* INSTRUCTIONS TO FOLLOW
Copy out the entries that follow, unchanged.
(DATA RECORDS begins)
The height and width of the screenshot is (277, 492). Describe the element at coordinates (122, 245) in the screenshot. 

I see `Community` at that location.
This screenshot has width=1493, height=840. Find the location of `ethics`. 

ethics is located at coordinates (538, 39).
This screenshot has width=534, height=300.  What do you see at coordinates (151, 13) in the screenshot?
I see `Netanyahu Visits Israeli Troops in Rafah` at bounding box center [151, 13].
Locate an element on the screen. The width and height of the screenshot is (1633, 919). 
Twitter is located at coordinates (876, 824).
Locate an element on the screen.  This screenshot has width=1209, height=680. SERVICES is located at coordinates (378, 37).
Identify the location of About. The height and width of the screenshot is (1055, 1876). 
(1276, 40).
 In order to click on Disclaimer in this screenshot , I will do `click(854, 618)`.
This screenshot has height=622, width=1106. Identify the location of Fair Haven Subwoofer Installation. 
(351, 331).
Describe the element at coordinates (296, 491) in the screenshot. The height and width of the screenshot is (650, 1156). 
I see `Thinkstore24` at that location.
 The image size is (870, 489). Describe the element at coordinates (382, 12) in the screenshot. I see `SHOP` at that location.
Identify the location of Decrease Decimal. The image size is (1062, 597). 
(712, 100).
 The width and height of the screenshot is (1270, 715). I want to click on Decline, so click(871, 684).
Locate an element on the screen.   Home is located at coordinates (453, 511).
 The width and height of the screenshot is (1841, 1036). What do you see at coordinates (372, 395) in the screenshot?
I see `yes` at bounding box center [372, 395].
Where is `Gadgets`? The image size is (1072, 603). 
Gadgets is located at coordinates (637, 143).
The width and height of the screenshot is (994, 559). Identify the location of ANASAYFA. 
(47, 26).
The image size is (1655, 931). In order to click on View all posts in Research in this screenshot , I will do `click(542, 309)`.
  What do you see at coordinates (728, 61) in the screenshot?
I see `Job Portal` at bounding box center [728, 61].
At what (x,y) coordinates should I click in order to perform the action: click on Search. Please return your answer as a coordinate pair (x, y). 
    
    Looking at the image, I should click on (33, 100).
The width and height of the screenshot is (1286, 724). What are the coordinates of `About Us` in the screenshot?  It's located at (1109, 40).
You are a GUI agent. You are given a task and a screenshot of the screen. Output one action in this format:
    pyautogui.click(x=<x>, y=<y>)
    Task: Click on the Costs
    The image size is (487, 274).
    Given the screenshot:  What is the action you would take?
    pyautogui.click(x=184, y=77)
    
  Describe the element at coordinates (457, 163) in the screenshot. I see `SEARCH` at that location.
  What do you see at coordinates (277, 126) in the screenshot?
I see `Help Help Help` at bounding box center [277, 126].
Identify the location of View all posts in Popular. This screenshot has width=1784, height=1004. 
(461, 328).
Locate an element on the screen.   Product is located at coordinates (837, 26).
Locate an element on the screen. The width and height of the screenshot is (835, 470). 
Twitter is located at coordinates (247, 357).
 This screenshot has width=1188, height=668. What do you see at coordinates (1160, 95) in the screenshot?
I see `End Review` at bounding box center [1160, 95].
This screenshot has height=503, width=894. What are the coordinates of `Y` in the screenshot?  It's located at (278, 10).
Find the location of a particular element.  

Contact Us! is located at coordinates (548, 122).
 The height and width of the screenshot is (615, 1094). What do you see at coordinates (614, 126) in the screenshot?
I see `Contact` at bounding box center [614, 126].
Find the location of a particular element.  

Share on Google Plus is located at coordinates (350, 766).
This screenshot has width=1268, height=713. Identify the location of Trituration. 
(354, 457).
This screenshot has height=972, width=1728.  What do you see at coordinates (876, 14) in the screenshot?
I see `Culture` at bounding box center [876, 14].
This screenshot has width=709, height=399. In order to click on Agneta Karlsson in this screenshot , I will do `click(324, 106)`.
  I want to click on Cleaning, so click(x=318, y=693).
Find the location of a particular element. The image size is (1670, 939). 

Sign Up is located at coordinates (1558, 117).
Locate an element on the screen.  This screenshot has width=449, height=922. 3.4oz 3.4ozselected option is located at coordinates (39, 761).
(DATA RECORDS ends)
* SOLUTION TO THIS EXERCISE
The height and width of the screenshot is (277, 492). Describe the element at coordinates (122, 245) in the screenshot. 

I see `Community` at that location.
This screenshot has width=1493, height=840. Find the location of `ethics`. 

ethics is located at coordinates (538, 39).
This screenshot has width=534, height=300.  What do you see at coordinates (151, 13) in the screenshot?
I see `Netanyahu Visits Israeli Troops in Rafah` at bounding box center [151, 13].
Locate an element on the screen. The width and height of the screenshot is (1633, 919). 
Twitter is located at coordinates (876, 824).
Locate an element on the screen.  This screenshot has width=1209, height=680. SERVICES is located at coordinates (378, 37).
Identify the location of About. The height and width of the screenshot is (1055, 1876). 
(1276, 40).
 In order to click on Disclaimer in this screenshot , I will do `click(854, 618)`.
This screenshot has height=622, width=1106. Identify the location of Fair Haven Subwoofer Installation. 
(351, 331).
Describe the element at coordinates (296, 491) in the screenshot. The height and width of the screenshot is (650, 1156). 
I see `Thinkstore24` at that location.
 The image size is (870, 489). Describe the element at coordinates (382, 12) in the screenshot. I see `SHOP` at that location.
Identify the location of Decrease Decimal. The image size is (1062, 597). 
(712, 100).
 The width and height of the screenshot is (1270, 715). I want to click on Decline, so click(871, 684).
Locate an element on the screen.   Home is located at coordinates (453, 511).
 The width and height of the screenshot is (1841, 1036). What do you see at coordinates (372, 395) in the screenshot?
I see `yes` at bounding box center [372, 395].
Where is `Gadgets`? The image size is (1072, 603). 
Gadgets is located at coordinates (637, 143).
The width and height of the screenshot is (994, 559). Identify the location of ANASAYFA. 
(47, 26).
The image size is (1655, 931). In order to click on View all posts in Research in this screenshot , I will do `click(542, 309)`.
  What do you see at coordinates (728, 61) in the screenshot?
I see `Job Portal` at bounding box center [728, 61].
At what (x,y) coordinates should I click in order to perform the action: click on Search. Please return your answer as a coordinate pair (x, y). 
    
    Looking at the image, I should click on (33, 100).
The width and height of the screenshot is (1286, 724). What are the coordinates of `About Us` in the screenshot?  It's located at (1109, 40).
You are a GUI agent. You are given a task and a screenshot of the screen. Output one action in this format:
    pyautogui.click(x=<x>, y=<y>)
    Task: Click on the Costs
    The image size is (487, 274).
    Given the screenshot:  What is the action you would take?
    pyautogui.click(x=184, y=77)
    
  Describe the element at coordinates (457, 163) in the screenshot. I see `SEARCH` at that location.
  What do you see at coordinates (277, 126) in the screenshot?
I see `Help Help Help` at bounding box center [277, 126].
Identify the location of View all posts in Popular. This screenshot has width=1784, height=1004. 
(461, 328).
Locate an element on the screen.   Product is located at coordinates (837, 26).
Locate an element on the screen. The width and height of the screenshot is (835, 470). 
Twitter is located at coordinates (247, 357).
 This screenshot has width=1188, height=668. What do you see at coordinates (1160, 95) in the screenshot?
I see `End Review` at bounding box center [1160, 95].
This screenshot has height=503, width=894. What are the coordinates of `Y` in the screenshot?  It's located at (278, 10).
Find the location of a particular element.  

Contact Us! is located at coordinates (548, 122).
 The height and width of the screenshot is (615, 1094). What do you see at coordinates (614, 126) in the screenshot?
I see `Contact` at bounding box center [614, 126].
Find the location of a particular element.  

Share on Google Plus is located at coordinates (350, 766).
This screenshot has width=1268, height=713. Identify the location of Trituration. 
(354, 457).
This screenshot has height=972, width=1728.  What do you see at coordinates (876, 14) in the screenshot?
I see `Culture` at bounding box center [876, 14].
This screenshot has width=709, height=399. In order to click on Agneta Karlsson in this screenshot , I will do `click(324, 106)`.
  I want to click on Cleaning, so click(x=318, y=693).
Find the location of a particular element. The image size is (1670, 939). 

Sign Up is located at coordinates (1558, 117).
Locate an element on the screen.  This screenshot has width=449, height=922. 3.4oz 3.4ozselected option is located at coordinates (39, 761).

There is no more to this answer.